When an energetic Erin Mathias enrolled her child at Mohawk Primary Center three years ago, she noticed the school’s Parent-Teacher Organization was, as she recalls, almost non-existent.
She, her husband, Kevin, and their blended family of five children spanning 11 years had just moved from Merrillville, Indiana to Park Forest, and although she wanted to have an active hand in her children’s educational opportunities, the door to such an opportunity seemed to be shut.
That’s why she quickly became active in what then was a group of two people.
“At first it was only us, Angela Watts and me,” Mathias said.
Suddenly Mathias became the vice president of the two-person PTO, and along with President Watts they began the difficult task of creating a fully functioning group dedicated to improving the quality of school life for children.
It took time and hard work, but she says the now energetic Mohawk PTO numbers 20 people
It was done, she said, through flyers informing parents of school events and urging them to attend. No school event was overlooked. Holidays, Mathias noted, were observed in part through “goody bags,” created by Mathias and the growing ranks of PTO members.
Late last year, Mathias enrolled in a seminar on the duties of a school board member.
With the departure late last year of Elementary District 163 Board member Christina Depee for Phoenix, Mathias, was drawn to the idea of working for the entire district, which comprises seven schools in a district encompassing portions of Park Forest and Chicago Heights.
She was also taking “tons of workshops” on topics including what a board position involved, the threat of misleading Artificial Intelligence information that could infest a classroom and how to counter that danger.
All this, she says, “ignited a fire within me.”
As a parent living in the district, she sent a notarized letter to the School Board as her application.
Eight candidates were interviewed. Mathias was not told she was selected until the night before last week’s board meeting, when she was sworn into the office.
In recent years, the District 163 School Board was often a chaotic mixture of angry board members publicly engaging in raucous debates with each other, along with allegations of nepotism, controversy over the high salaries of superintendents and complaints that some board members and parents do not live in the district.
On the surface, the board, under the leadership of longtime member Margaret McDannel, appears to have quieted some of the passions, but this is an election year, and we all know how that works.
For the record, seven candidates, including sitting board members Walter L. Mosby III, Jacqueline Jordan and Allison McCray, are running for reelection. Others on the ballot are Karen Kendrick, Ciji Collins, and Tegan Usher.
E$$ay conte$t
Dating back to its inception in 1949, Park Forest and military service veterans have held a hand-in-glove relationship. That is the reason the village’s Veterans Commission is again holding an essay contest publicizing that relationship.
There is a $100 prize waiting for a fifth through eighth grader living in Park Forest who submits the winning entry in the annual essay contest .
One can choose any one of three topics for entry: (1) explain the difference between Memorial Day and Veterans Day; (2) the reason Park Forest was planned for veterans returning from World War II; or (3) discuss what the village is doing for veterans in today’s world.
You can get more information on the rules and an entry blank at Village Hall, the Park Forest Library or, according to Mike Gans of the Veterans Commission, they should be available at your school by the end of the week.
This is the third year the Veteran’s Commission has sponsored the contest in an effort to make students aware of the history of the village, which celebrated its 75th birthday last year.
History is lost if our children cannot understand how we got where we are.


# [WHAT YOU HAVE TO DO]
Exact copy, no pictures: return all the data below as written.
========================================
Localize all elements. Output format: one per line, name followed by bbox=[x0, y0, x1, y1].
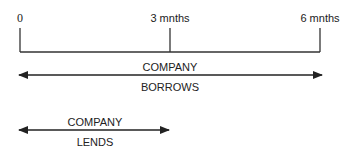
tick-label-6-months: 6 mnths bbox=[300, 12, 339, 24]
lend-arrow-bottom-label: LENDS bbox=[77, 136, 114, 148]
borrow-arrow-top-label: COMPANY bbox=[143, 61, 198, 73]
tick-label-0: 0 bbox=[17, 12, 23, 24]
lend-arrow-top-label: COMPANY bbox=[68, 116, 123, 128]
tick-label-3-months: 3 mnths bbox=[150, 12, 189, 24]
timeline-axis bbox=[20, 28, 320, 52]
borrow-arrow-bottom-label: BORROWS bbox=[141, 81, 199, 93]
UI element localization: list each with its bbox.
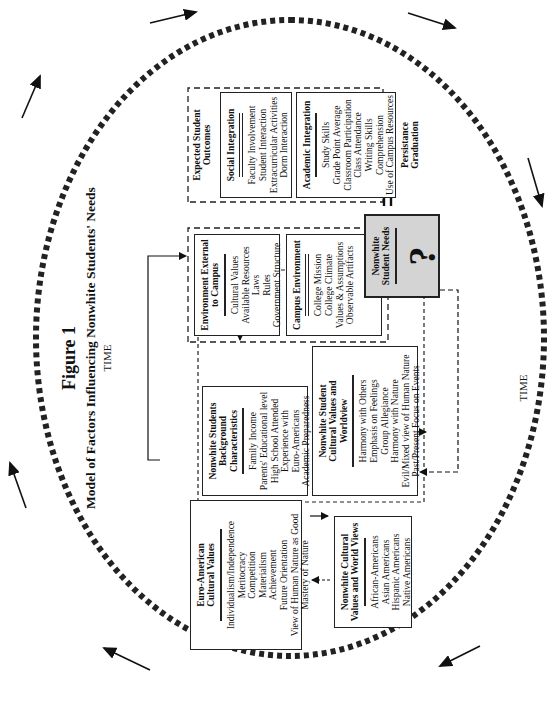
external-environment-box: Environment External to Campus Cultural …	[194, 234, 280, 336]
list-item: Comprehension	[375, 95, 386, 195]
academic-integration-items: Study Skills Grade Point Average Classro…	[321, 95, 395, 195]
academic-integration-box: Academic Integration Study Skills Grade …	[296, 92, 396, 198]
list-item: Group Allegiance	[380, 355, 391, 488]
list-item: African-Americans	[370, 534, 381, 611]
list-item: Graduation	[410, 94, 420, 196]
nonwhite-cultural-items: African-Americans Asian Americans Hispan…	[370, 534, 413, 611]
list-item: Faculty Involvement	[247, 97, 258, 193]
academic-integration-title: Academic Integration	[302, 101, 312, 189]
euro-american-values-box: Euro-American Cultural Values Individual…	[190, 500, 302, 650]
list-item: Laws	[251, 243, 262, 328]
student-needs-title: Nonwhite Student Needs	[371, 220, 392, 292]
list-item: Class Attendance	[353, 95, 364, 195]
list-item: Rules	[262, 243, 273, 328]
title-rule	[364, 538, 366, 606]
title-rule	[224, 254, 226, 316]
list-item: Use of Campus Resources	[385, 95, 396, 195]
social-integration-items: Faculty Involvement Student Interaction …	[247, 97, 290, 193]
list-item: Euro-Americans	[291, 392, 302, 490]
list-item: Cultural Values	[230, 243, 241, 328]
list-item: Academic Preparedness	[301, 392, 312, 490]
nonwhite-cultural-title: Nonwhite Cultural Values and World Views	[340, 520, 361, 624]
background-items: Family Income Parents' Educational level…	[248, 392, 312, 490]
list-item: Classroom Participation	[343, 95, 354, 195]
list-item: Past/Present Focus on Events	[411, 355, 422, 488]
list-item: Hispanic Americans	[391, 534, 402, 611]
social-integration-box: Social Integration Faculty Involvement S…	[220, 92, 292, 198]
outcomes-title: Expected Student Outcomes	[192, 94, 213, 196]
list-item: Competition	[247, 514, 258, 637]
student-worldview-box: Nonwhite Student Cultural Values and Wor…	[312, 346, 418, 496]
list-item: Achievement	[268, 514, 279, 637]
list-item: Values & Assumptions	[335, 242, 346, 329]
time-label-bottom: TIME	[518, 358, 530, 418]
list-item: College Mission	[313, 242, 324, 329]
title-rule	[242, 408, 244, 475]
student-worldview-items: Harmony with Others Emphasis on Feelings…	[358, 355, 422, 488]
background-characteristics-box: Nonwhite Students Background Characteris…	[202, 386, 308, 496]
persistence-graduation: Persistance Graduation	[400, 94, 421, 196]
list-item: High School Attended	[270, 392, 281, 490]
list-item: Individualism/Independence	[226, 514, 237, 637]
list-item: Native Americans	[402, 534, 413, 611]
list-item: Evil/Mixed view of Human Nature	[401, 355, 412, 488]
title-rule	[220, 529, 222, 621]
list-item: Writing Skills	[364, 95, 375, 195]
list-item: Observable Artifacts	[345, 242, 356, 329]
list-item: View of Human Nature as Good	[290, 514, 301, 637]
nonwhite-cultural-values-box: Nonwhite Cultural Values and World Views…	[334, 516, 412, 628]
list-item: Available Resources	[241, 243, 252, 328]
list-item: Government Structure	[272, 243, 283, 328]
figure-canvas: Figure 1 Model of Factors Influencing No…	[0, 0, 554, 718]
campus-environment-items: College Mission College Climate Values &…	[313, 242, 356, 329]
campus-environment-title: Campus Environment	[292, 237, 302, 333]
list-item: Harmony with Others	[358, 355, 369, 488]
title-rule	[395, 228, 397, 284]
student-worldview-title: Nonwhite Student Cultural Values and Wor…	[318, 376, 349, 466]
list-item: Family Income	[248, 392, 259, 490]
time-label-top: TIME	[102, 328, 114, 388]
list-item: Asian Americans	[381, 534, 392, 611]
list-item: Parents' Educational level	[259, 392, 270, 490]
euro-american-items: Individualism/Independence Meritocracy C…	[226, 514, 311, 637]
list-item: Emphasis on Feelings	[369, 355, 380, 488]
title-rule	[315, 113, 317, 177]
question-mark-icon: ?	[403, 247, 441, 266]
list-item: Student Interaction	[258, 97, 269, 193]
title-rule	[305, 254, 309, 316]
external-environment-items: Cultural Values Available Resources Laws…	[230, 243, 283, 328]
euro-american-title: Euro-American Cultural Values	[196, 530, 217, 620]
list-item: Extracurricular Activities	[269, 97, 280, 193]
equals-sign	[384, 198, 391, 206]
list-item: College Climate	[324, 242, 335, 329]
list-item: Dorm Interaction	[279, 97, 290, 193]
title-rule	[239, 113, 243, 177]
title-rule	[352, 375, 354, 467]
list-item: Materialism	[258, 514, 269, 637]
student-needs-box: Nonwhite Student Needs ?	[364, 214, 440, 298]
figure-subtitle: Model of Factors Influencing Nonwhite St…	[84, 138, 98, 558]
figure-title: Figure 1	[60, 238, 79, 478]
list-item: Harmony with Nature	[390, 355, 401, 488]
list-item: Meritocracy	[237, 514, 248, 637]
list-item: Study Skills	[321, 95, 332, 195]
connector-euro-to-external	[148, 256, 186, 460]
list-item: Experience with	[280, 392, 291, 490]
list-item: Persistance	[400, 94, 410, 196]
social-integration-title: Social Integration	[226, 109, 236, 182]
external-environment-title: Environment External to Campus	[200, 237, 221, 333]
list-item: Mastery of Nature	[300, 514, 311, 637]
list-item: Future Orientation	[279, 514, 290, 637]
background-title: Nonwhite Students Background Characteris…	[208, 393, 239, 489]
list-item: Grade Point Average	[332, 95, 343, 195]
========================================
# [ANSWER SPACE]
Localize all elements. Output format: one per line, name followed by bbox=[x0, y0, x1, y1].
tick-label-6-months: 6 mnths bbox=[300, 12, 339, 24]
lend-arrow-bottom-label: LENDS bbox=[77, 136, 114, 148]
borrow-arrow-top-label: COMPANY bbox=[143, 61, 198, 73]
tick-label-0: 0 bbox=[17, 12, 23, 24]
lend-arrow-top-label: COMPANY bbox=[68, 116, 123, 128]
tick-label-3-months: 3 mnths bbox=[150, 12, 189, 24]
timeline-axis bbox=[20, 28, 320, 52]
borrow-arrow-bottom-label: BORROWS bbox=[141, 81, 199, 93]
UI element localization: list each with its bbox.
external-environment-box: Environment External to Campus Cultural …	[194, 234, 280, 336]
list-item: Comprehension	[375, 95, 386, 195]
academic-integration-items: Study Skills Grade Point Average Classro…	[321, 95, 395, 195]
academic-integration-box: Academic Integration Study Skills Grade …	[296, 92, 396, 198]
list-item: Group Allegiance	[380, 355, 391, 488]
list-item: African-Americans	[370, 534, 381, 611]
list-item: Graduation	[410, 94, 420, 196]
nonwhite-cultural-items: African-Americans Asian Americans Hispan…	[370, 534, 413, 611]
list-item: Faculty Involvement	[247, 97, 258, 193]
academic-integration-title: Academic Integration	[302, 101, 312, 189]
euro-american-values-box: Euro-American Cultural Values Individual…	[190, 500, 302, 650]
list-item: Laws	[251, 243, 262, 328]
student-needs-title: Nonwhite Student Needs	[371, 220, 392, 292]
list-item: Class Attendance	[353, 95, 364, 195]
list-item: Rules	[262, 243, 273, 328]
title-rule	[364, 538, 366, 606]
title-rule	[224, 254, 226, 316]
list-item: Use of Campus Resources	[385, 95, 396, 195]
social-integration-items: Faculty Involvement Student Interaction …	[247, 97, 290, 193]
list-item: Euro-Americans	[291, 392, 302, 490]
list-item: Cultural Values	[230, 243, 241, 328]
list-item: Academic Preparedness	[301, 392, 312, 490]
nonwhite-cultural-title: Nonwhite Cultural Values and World Views	[340, 520, 361, 624]
background-items: Family Income Parents' Educational level…	[248, 392, 312, 490]
list-item: Classroom Participation	[343, 95, 354, 195]
list-item: Past/Present Focus on Events	[411, 355, 422, 488]
list-item: Hispanic Americans	[391, 534, 402, 611]
social-integration-box: Social Integration Faculty Involvement S…	[220, 92, 292, 198]
outcomes-title: Expected Student Outcomes	[192, 94, 213, 196]
list-item: Competition	[247, 514, 258, 637]
student-worldview-box: Nonwhite Student Cultural Values and Wor…	[312, 346, 418, 496]
list-item: Achievement	[268, 514, 279, 637]
list-item: Values & Assumptions	[335, 242, 346, 329]
time-label-bottom: TIME	[518, 358, 530, 418]
list-item: College Mission	[313, 242, 324, 329]
title-rule	[242, 408, 244, 475]
student-worldview-items: Harmony with Others Emphasis on Feelings…	[358, 355, 422, 488]
background-characteristics-box: Nonwhite Students Background Characteris…	[202, 386, 308, 496]
persistence-graduation: Persistance Graduation	[400, 94, 421, 196]
list-item: High School Attended	[270, 392, 281, 490]
list-item: Individualism/Independence	[226, 514, 237, 637]
list-item: Native Americans	[402, 534, 413, 611]
list-item: Evil/Mixed view of Human Nature	[401, 355, 412, 488]
title-rule	[220, 529, 222, 621]
list-item: Writing Skills	[364, 95, 375, 195]
list-item: Observable Artifacts	[345, 242, 356, 329]
list-item: View of Human Nature as Good	[290, 514, 301, 637]
nonwhite-cultural-values-box: Nonwhite Cultural Values and World Views…	[334, 516, 412, 628]
list-item: Available Resources	[241, 243, 252, 328]
list-item: Government Structure	[272, 243, 283, 328]
figure-canvas: Figure 1 Model of Factors Influencing No…	[0, 0, 554, 718]
campus-environment-items: College Mission College Climate Values &…	[313, 242, 356, 329]
campus-environment-title: Campus Environment	[292, 237, 302, 333]
list-item: Harmony with Others	[358, 355, 369, 488]
title-rule	[395, 228, 397, 284]
student-worldview-title: Nonwhite Student Cultural Values and Wor…	[318, 376, 349, 466]
list-item: Family Income	[248, 392, 259, 490]
time-label-top: TIME	[102, 328, 114, 388]
list-item: Asian Americans	[381, 534, 392, 611]
list-item: Parents' Educational level	[259, 392, 270, 490]
euro-american-items: Individualism/Independence Meritocracy C…	[226, 514, 311, 637]
list-item: Emphasis on Feelings	[369, 355, 380, 488]
title-rule	[315, 113, 317, 177]
question-mark-icon: ?	[403, 247, 441, 266]
list-item: Student Interaction	[258, 97, 269, 193]
title-rule	[305, 254, 309, 316]
external-environment-items: Cultural Values Available Resources Laws…	[230, 243, 283, 328]
euro-american-title: Euro-American Cultural Values	[196, 530, 217, 620]
list-item: Extracurricular Activities	[269, 97, 280, 193]
equals-sign	[384, 198, 391, 206]
list-item: College Climate	[324, 242, 335, 329]
list-item: Dorm Interaction	[279, 97, 290, 193]
title-rule	[239, 113, 243, 177]
title-rule	[352, 375, 354, 467]
list-item: Materialism	[258, 514, 269, 637]
student-needs-box: Nonwhite Student Needs ?	[364, 214, 440, 298]
figure-subtitle: Model of Factors Influencing Nonwhite St…	[84, 138, 98, 558]
figure-title: Figure 1	[60, 238, 79, 478]
list-item: Harmony with Nature	[390, 355, 401, 488]
list-item: Meritocracy	[237, 514, 248, 637]
list-item: Study Skills	[321, 95, 332, 195]
connector-euro-to-external	[148, 256, 186, 460]
list-item: Experience with	[280, 392, 291, 490]
list-item: Persistance	[400, 94, 410, 196]
social-integration-title: Social Integration	[226, 109, 236, 182]
external-environment-title: Environment External to Campus	[200, 237, 221, 333]
list-item: Mastery of Nature	[300, 514, 311, 637]
list-item: Future Orientation	[279, 514, 290, 637]
background-title: Nonwhite Students Background Characteris…	[208, 393, 239, 489]
list-item: Grade Point Average	[332, 95, 343, 195]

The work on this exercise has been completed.